[Saved data entries]
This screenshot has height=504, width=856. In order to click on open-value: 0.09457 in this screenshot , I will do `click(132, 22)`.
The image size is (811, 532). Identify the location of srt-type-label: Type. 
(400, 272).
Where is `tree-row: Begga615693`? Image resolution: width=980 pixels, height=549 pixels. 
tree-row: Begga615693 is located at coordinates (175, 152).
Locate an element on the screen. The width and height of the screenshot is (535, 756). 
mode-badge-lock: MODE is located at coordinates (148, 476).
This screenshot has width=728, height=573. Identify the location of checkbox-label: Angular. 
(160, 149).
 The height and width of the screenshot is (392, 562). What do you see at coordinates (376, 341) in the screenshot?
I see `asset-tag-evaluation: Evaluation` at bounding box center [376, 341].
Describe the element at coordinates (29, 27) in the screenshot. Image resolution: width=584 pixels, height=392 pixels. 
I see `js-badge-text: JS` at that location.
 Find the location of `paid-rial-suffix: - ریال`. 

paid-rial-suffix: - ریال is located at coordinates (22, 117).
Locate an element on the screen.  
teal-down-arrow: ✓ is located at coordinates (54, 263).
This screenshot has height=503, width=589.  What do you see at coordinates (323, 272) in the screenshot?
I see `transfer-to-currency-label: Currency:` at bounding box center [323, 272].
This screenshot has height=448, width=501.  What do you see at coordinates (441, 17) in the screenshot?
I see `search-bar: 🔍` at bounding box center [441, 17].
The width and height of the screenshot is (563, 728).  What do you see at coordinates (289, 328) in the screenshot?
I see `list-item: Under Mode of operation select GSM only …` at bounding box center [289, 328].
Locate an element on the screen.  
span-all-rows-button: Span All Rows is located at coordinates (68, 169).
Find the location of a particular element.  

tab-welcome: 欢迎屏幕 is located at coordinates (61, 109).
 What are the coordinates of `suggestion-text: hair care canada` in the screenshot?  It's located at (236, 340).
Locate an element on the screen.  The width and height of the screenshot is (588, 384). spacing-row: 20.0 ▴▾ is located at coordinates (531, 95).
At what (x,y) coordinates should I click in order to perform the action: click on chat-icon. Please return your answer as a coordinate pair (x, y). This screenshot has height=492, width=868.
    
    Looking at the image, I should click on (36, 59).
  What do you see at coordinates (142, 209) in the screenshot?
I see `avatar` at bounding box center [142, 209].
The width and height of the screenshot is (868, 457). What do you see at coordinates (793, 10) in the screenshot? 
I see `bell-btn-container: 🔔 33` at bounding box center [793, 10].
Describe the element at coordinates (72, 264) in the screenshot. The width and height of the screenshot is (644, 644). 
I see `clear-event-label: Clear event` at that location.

• WORK INSTRUCTION
The reply must consist solely of the lines from the one containing "Find the location of a particular element." through the last line of the data, reproduced exactly.

• RESPONSE AREA
Find the location of a particular element.  

tab-welcome: 欢迎屏幕 is located at coordinates (61, 109).
 What are the coordinates of `suggestion-text: hair care canada` in the screenshot?  It's located at (236, 340).
Locate an element on the screen.  The width and height of the screenshot is (588, 384). spacing-row: 20.0 ▴▾ is located at coordinates (531, 95).
At what (x,y) coordinates should I click in order to perform the action: click on chat-icon. Please return your answer as a coordinate pair (x, y). This screenshot has height=492, width=868.
    
    Looking at the image, I should click on (36, 59).
  What do you see at coordinates (142, 209) in the screenshot?
I see `avatar` at bounding box center [142, 209].
The width and height of the screenshot is (868, 457). What do you see at coordinates (793, 10) in the screenshot? 
I see `bell-btn-container: 🔔 33` at bounding box center [793, 10].
Describe the element at coordinates (72, 264) in the screenshot. The width and height of the screenshot is (644, 644). 
I see `clear-event-label: Clear event` at that location.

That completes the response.